If a protocol creates a dependency between streams, there is a
potential for flow control to deadlock.

Say that I send X on stream 3 and Y on stream 7.  Processing Y
requires that X is processed first.

X cannot be sent due to flow control but Y is sent.  This is always
possible even if X is appropriately prioritized.  The receiver then
leaves Y in its receive buffer until X is received.

The receiver cannot give flow control credit for consuming Y because
it can't consume Y until X is sent.  But the sender needs flow control
credit to send X.  We are deadlocked.

It doesn't matter whether the stream or connection flow control is
causing the problem, either produces the same result.

(To give some background on this, we were considering a preface to
header blocks that identified the header table state that was
necessary to process the header block.  This would allow for
concurrent population of the header table and sending message that
depended on the header table state that is under construction.  A
receiver would read the identifier and then leave the remainder of the
header block in the receive buffer until the header table was ready.)


## Options

It seems like there are a few decent options for managing this.  These
are what occurred to me (there are almost certainly more options):

1. Don't do that.  We might concede in this case that seeking the
incremental improvement to compression efficiency isn't worth the
risk.  That is, we might make a general statement that this sort of
inter-stream blocking is a bad idea.

2. Force receivers to consume data or reset streams in the case of
unfulfilled dependencies.  The former seems like it might be too much
like magical thinking, in the sense that it requires that receivers
conjure more memory up, but if the receiver were required to read Y
and release the flow control credit, then all would be fine.  For
instance, we could require that the receiver reset a stream if it
couldn't read and handle data.  It seems like a bad arrangement
though: you either have to allocate more memory than you would like or
suffer the time and opportunity cost of having to do Y over.

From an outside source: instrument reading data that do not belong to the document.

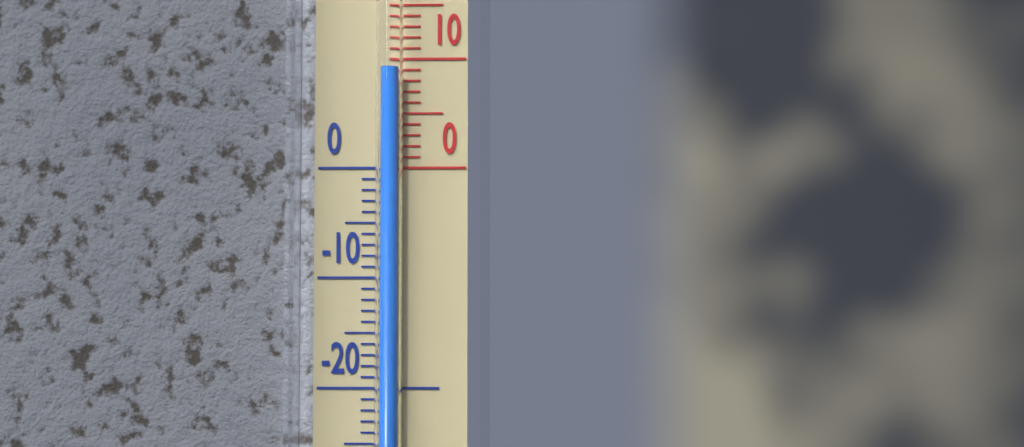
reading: 9 °C
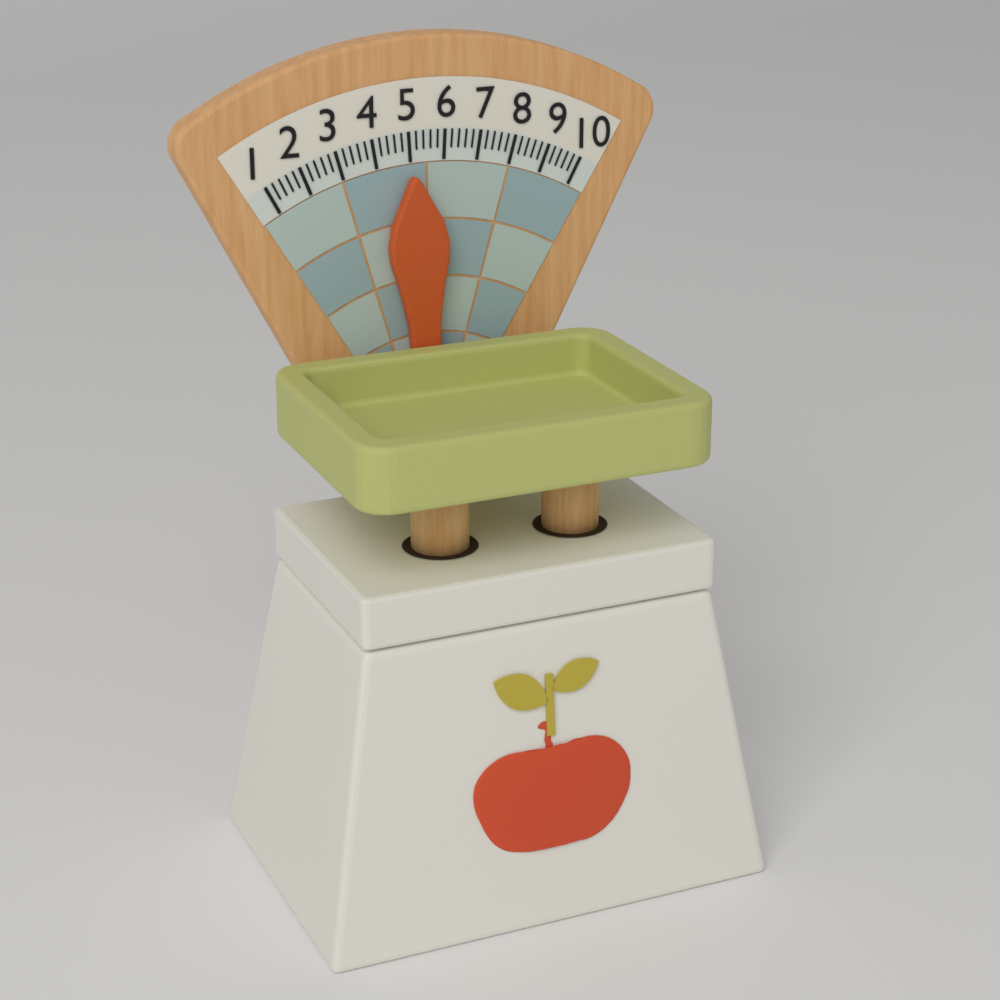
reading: 5.0 (no unit)
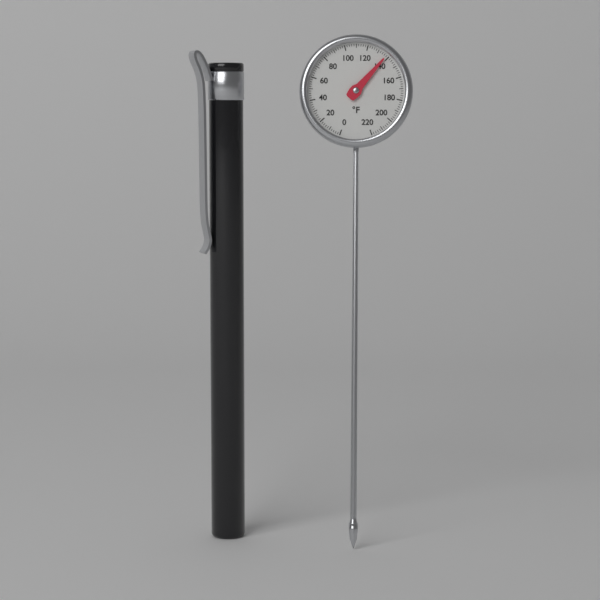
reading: 138 °F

3. Create an exception for flow control.  This is what Google QUIC
does for its headers stream.  Roberto observed that we could
alternatively create a frame type that was excluded from flow control.
If this were used for data that had dependencies, then it would be
impossible to deadlock.  It would be similarly difficult to account
for memory allocation, though if it were possible to process on
receipt, then this *might* work.  We'd have to do something to address
out-of-order delivery though.  It's possible that the stream
abstraction is not appropriate in this case.

4. Block the problem at the source.  It was suggested that in cases
where there is a potential dependency, then it can't be a problem if
the transport refused to accept data that it didn't have flow control
credit for.  Writes to the transport would consume flow control credit
immediately.  That way applications would only be able to write X if
there was a chance that it would be delivered.  Applications that have
ordering requirements can ensure that Y is written after X is accepted
by the transport and thereby avoid the deadlock.  Writes might block
rather than fail, if the API wasn't into the whole non-blocking I/O
thing.  The transport might still have to buffer X for other reasons,
like congestion control, but it can guarantee that flow control isn't
going to block delivery.


## My Preference

Right now, I'm inclined toward option 4. Option 1 seems a little too
much of a constraint.  Protocols create this sort of inter-dependency
naturally.

There's a certain purity in having the flow control exert back
pressure all the way to the next layer up.  Not being able to build a
transport with unconstrained writes is potentially creating
undesirable externalities on transport users.  Now they have to worry
about flow control as well.  Personally, I'm inclined to say that this
is something that application protocols and their users should be
exposed to.  We've seen with the JS streams API that it's valuable to
have back pressure available at the application layer and also how it
is possible to do that relatively elegantly.

I'm almost certain that I haven't thought about all the potential
alternatives.  I wonder if there isn't some experience with this
problem in SCTP that might lend some insights.